Loaded: loaded (/etc/systemd/system/pps-client.service; enabled; vendor preset: enabled)
Active: active (running) since Sun 2022-01-16 10:25:26 EST; 21s ago
Process: 916 ExecStartPre=/bin/sleep 3 (code=exited, status=0/SUCCESS)
Main PID: 917 (pps-client)
Tasks: 1 (limit: 4915)
CGroup: /system.slice/pps-client.service
└─917 /usr/sbin/pps-client
Jan 16 10:25:23 RPi-4 systemd[1]: Starting PPS-Client systemd service....
Jan 16 10:25:26 RPi-4 systemd[1]: Started PPS-Client systemd service..
Once "pps-client -v" starts delivering status messages you can reboot to verify that PPS-Client will automatically restart. On an immedate reboot you might again have to wait at least ten seconds before the command above starts delivering status messages.
However, on a cold start you might have to wait for several minutes for the GPS receiver to acquire the GPS signal before "pps-client -v" will deliver status messages.
The preferred method of running PPS-Client is to use systemctl.
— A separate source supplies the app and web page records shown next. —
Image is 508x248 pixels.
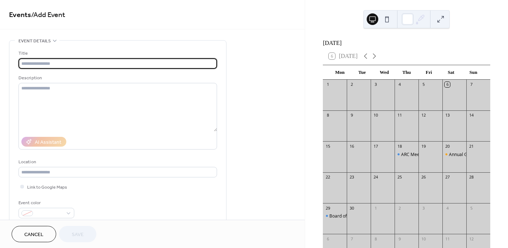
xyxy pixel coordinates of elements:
[18,50,216,57] div: Title
[18,37,51,45] span: Event details
[24,231,43,239] span: Cancel
[349,113,354,118] div: 9
[323,39,490,47] div: [DATE]
[18,199,73,207] div: Event color
[349,82,354,87] div: 2
[418,65,440,80] div: Fri
[325,82,330,87] div: 1
[421,205,426,211] div: 3
[445,113,450,118] div: 13
[395,65,417,80] div: Thu
[421,82,426,87] div: 5
[469,175,474,180] div: 28
[469,236,474,242] div: 12
[329,213,384,219] div: Board of Directors Meeting
[442,151,466,158] div: Annual General Meeting
[397,175,402,180] div: 25
[445,82,450,87] div: 6
[445,236,450,242] div: 11
[373,143,378,149] div: 17
[349,175,354,180] div: 23
[325,143,330,149] div: 15
[18,158,216,166] div: Location
[421,175,426,180] div: 26
[401,151,427,158] div: ARC Meeting
[373,113,378,118] div: 10
[469,82,474,87] div: 7
[421,143,426,149] div: 19
[397,82,402,87] div: 4
[395,151,419,158] div: ARC Meeting
[325,175,330,180] div: 22
[469,205,474,211] div: 5
[373,65,395,80] div: Wed
[351,65,373,80] div: Tue
[462,65,484,80] div: Sun
[18,74,216,82] div: Description
[397,113,402,118] div: 11
[445,143,450,149] div: 20
[9,8,31,22] a: Events
[373,236,378,242] div: 8
[445,205,450,211] div: 4
[349,143,354,149] div: 16
[325,205,330,211] div: 29
[349,205,354,211] div: 30
[323,213,347,219] div: Board of Directors Meeting
[349,236,354,242] div: 7
[397,143,402,149] div: 18
[440,65,462,80] div: Sat
[397,205,402,211] div: 2
[469,113,474,118] div: 14
[325,236,330,242] div: 6
[421,236,426,242] div: 10
[421,113,426,118] div: 12
[31,8,65,22] span: / Add Event
[373,205,378,211] div: 1
[12,226,56,242] button: Cancel
[329,65,351,80] div: Mon
[373,82,378,87] div: 3
[445,175,450,180] div: 27
[325,113,330,118] div: 8
[27,184,67,191] span: Link to Google Maps
[397,236,402,242] div: 9
[469,143,474,149] div: 21
[373,175,378,180] div: 24
[449,151,498,158] div: Annual General Meeting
However the old method of running is still possible and might occasionally be necessary: To start PPS-Client,
~ $ sudo pps-client &
Notice the use of the ampersand to detach PPS-Client from the terminal window. That is a consequence of no longer explicitly forking PPS-Client as a daemon. That operation is handled best by systemctl.
To stop PPS-Client,
~ $ sudo pps-client-stop
Those are the apps that systemctl calls under the hood. If you use them, you will, of course, have to restart PPS-Client manually each time you reboot.
Finally, if you believe you have done everything correctly and things are still not working correctly try rebooting.